Are Small Wineries Better? It’s Really about the Culture

artisan wineryA story with a certain narrative arc has captured the fancy of wine lovers. It is a tale of small, artisanal wineries grappling with their limited resources to harness the forces of nature and giving loving attention to each batch of wine in order the squeeze as much flavor as possible from their vineyards. It is, of course, a compelling theme and when the wines are good we get the frisson of moral virtue wedded to pleasure.

The story is true enough in particular cases but can we make a generalization that wines made by small-batch wineries are generally more interesting or of higher quality than wines made by larger firms?

A few weeks ago, Felicity Carter addressed this question with regard to environmental sustainability.

The hard truth about state-of-the-art sustainability systems is that they’re expensive, and it’s generally wealthier wineries that can afford them.
On the other side, there are still small, family-owned vineyards and wineries that are a long way from the bucolic ideal; struggling vignerons, whose lands are blighted from excess chemical use, because they need the yields. Or whose lack of manpower means that family members are exploited. Small can be beautiful — but it can be dysfunctional and ugly, too.

She mentions especially some co-ops in Europe that “kept people on the land” during hard times and use in-house viticulturalists to solve sustainability problems. She also mentions the wealthy refugees from the corporate world who invest heavily in sustainable farming and the research needed to improve practices.  As she points out, there is a world of difference between a business model that depends on shareholder profits and a business model that allows committed individuals to invest their wealth in a sustainable future.

Something similar can be said about wine quality.

Small batch winemaking has a variety of advantages over industrial winemaking. Small-batch winemaking can use only the best grapes without succumbing to the pressure to meet production goals by using inferior vineyard sites. Small-batch winemaking also enables the winemaker and her team to pay close attention to every vine and every barrel providing the kind of attention that can identify problems early and head them off. But it’s expensive to farm for that kind of quality. It’s expensive to hire the help to provide that attention to detail. And it’s expensive and time consuming to manage the logistics in the winery to maximize quality. Small wineries struggle to find a market for their wines and have trouble setting prices high enough to cover their costs. Many, many small wineries simply do not have the resources to make the wines they want to make.

By contrast, large profitable wineries do have those resources. And there is nothing  to prevent large wineries from pursuing higher quality projects if they have the commitment from management and ownership. The problem is they have few incentives to do so. Their small batch projects don’t contribute much to the bottom line and the incentives are aligned to cut corners on the winemaking and let the marketing department sell the wine.

Great winemaking is a labor of love. I suspect it’s easier to sustain love when you get mud on your boots and wine stains on your shirt. It’s more difficult, but not impossible, if you spend your days in meetings or on the phone. And each department in a bureaucracy has an incentive to seek measurable, quantifiable outcomes rather than nebulous goals like quality. It’s a gargantuan task to direct the culture of large firms toward higher quality and distinctiveness. Few manage to do it well.

Small isn’t always better, but in the wine business it tends to be because of the cultural imperatives of large organizations.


▸ EXERCISE REQUIREMENTS: When you give the entries again, keep every word as it stands and drop the pictures.

Recorded data
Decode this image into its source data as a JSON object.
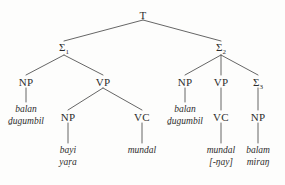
{
  "diagram": {
    "type": "syntax-tree",
    "line_color": "#555555",
    "text_color": "#2d2d2d",
    "background": "#fdfdfc",
    "nodes": {
      "root": "T",
      "sigma1": "Σ",
      "sigma1_sub": "1",
      "sigma2": "Σ",
      "sigma2_sub": "2",
      "sigma3": "Σ",
      "sigma3_sub": "3",
      "np_l1": "NP",
      "vp_l": "VP",
      "np_l2": "NP",
      "vc_l": "VC",
      "np_r1": "NP",
      "vp_r": "VP",
      "vc_r": "VC",
      "np_r2": "NP"
    },
    "terminals": {
      "np_l1_line1": "balan",
      "np_l1_line2": "ḏugumbil",
      "np_l2_line1": "bayi",
      "np_l2_line2": "yaṛa",
      "vc_l_line1": "mundal",
      "np_r1_line1": "balan",
      "np_r1_line2": "ḏugumbil",
      "vc_r_line1": "mundal",
      "vc_r_line2": "[-ŋay]",
      "np_r2_line1": "balam",
      "np_r2_line2": "miraŋ"
    }
  }
}
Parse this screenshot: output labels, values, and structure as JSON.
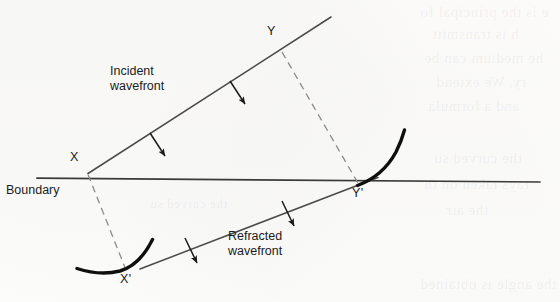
{
  "figure": {
    "background_color": "#fdfdfc",
    "ink_color": "#1b1b1b"
  },
  "labels": {
    "incident_line1": "Incident",
    "incident_line2": "wavefront",
    "refracted_line1": "Refracted",
    "refracted_line2": "wavefront",
    "boundary": "Boundary",
    "point_x": "X",
    "point_y": "Y",
    "point_x_prime": "X'",
    "point_y_prime": "Y'"
  },
  "bleed_through": {
    "line1": "e is the principal fo",
    "line2": "h is transmitt",
    "line3": "he medium can be",
    "line4": "ry. We extend",
    "line5": "and a formula",
    "line6": "the curved su",
    "line7": "rays taken on th",
    "line8": "the air",
    "line9": "the angle is obtained"
  },
  "geometry": {
    "boundary": {
      "x1": 37,
      "y1": 178,
      "x2": 540,
      "y2": 182
    },
    "incident_wavefront": {
      "x1": 88,
      "y1": 173,
      "x2": 331,
      "y2": 17
    },
    "refracted_wavefront": {
      "x1": 140,
      "y1": 269,
      "x2": 378,
      "y2": 178
    },
    "dashed_x_to_xprime": {
      "x1": 88,
      "y1": 174,
      "x2": 126,
      "y2": 270
    },
    "dashed_y_to_yprime": {
      "x1": 282,
      "y1": 52,
      "x2": 358,
      "y2": 183
    },
    "arc_at_yprime": {
      "start_x": 358,
      "start_y": 184,
      "end_x": 404,
      "end_y": 131
    },
    "arc_at_xprime": {
      "start_x": 78,
      "start_y": 268,
      "end_x": 152,
      "end_y": 240
    },
    "incident_arrows": [
      {
        "x": 158,
        "y": 148,
        "angle_deg": 57
      },
      {
        "x": 238,
        "y": 96,
        "angle_deg": 57
      }
    ],
    "refracted_arrows": [
      {
        "x": 192,
        "y": 254,
        "angle_deg": 69
      },
      {
        "x": 289,
        "y": 218,
        "angle_deg": 69
      }
    ]
  }
}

▸ RESULT OF THE EXERCISE:
Decode this image into its source data as a JSON object.
{
  "diagram": {
    "type": "syntax-tree",
    "line_color": "#555555",
    "text_color": "#2d2d2d",
    "background": "#fdfdfc",
    "nodes": {
      "root": "T",
      "sigma1": "Σ",
      "sigma1_sub": "1",
      "sigma2": "Σ",
      "sigma2_sub": "2",
      "sigma3": "Σ",
      "sigma3_sub": "3",
      "np_l1": "NP",
      "vp_l": "VP",
      "np_l2": "NP",
      "vc_l": "VC",
      "np_r1": "NP",
      "vp_r": "VP",
      "vc_r": "VC",
      "np_r2": "NP"
    },
    "terminals": {
      "np_l1_line1": "balan",
      "np_l1_line2": "ḏugumbil",
      "np_l2_line1": "bayi",
      "np_l2_line2": "yaṛa",
      "vc_l_line1": "mundal",
      "np_r1_line1": "balan",
      "np_r1_line2": "ḏugumbil",
      "vc_r_line1": "mundal",
      "vc_r_line2": "[-ŋay]",
      "np_r2_line1": "balam",
      "np_r2_line2": "miraŋ"
    }
  }
}
Parse this screenshot: output labels, values, and structure as JSON.
{
  "figure": {
    "background_color": "#fdfdfc",
    "ink_color": "#1b1b1b"
  },
  "labels": {
    "incident_line1": "Incident",
    "incident_line2": "wavefront",
    "refracted_line1": "Refracted",
    "refracted_line2": "wavefront",
    "boundary": "Boundary",
    "point_x": "X",
    "point_y": "Y",
    "point_x_prime": "X'",
    "point_y_prime": "Y'"
  },
  "bleed_through": {
    "line1": "e is the principal fo",
    "line2": "h is transmitt",
    "line3": "he medium can be",
    "line4": "ry. We extend",
    "line5": "and a formula",
    "line6": "the curved su",
    "line7": "rays taken on th",
    "line8": "the air",
    "line9": "the angle is obtained"
  },
  "geometry": {
    "boundary": {
      "x1": 37,
      "y1": 178,
      "x2": 540,
      "y2": 182
    },
    "incident_wavefront": {
      "x1": 88,
      "y1": 173,
      "x2": 331,
      "y2": 17
    },
    "refracted_wavefront": {
      "x1": 140,
      "y1": 269,
      "x2": 378,
      "y2": 178
    },
    "dashed_x_to_xprime": {
      "x1": 88,
      "y1": 174,
      "x2": 126,
      "y2": 270
    },
    "dashed_y_to_yprime": {
      "x1": 282,
      "y1": 52,
      "x2": 358,
      "y2": 183
    },
    "arc_at_yprime": {
      "start_x": 358,
      "start_y": 184,
      "end_x": 404,
      "end_y": 131
    },
    "arc_at_xprime": {
      "start_x": 78,
      "start_y": 268,
      "end_x": 152,
      "end_y": 240
    },
    "incident_arrows": [
      {
        "x": 158,
        "y": 148,
        "angle_deg": 57
      },
      {
        "x": 238,
        "y": 96,
        "angle_deg": 57
      }
    ],
    "refracted_arrows": [
      {
        "x": 192,
        "y": 254,
        "angle_deg": 69
      },
      {
        "x": 289,
        "y": 218,
        "angle_deg": 69
      }
    ]
  }
}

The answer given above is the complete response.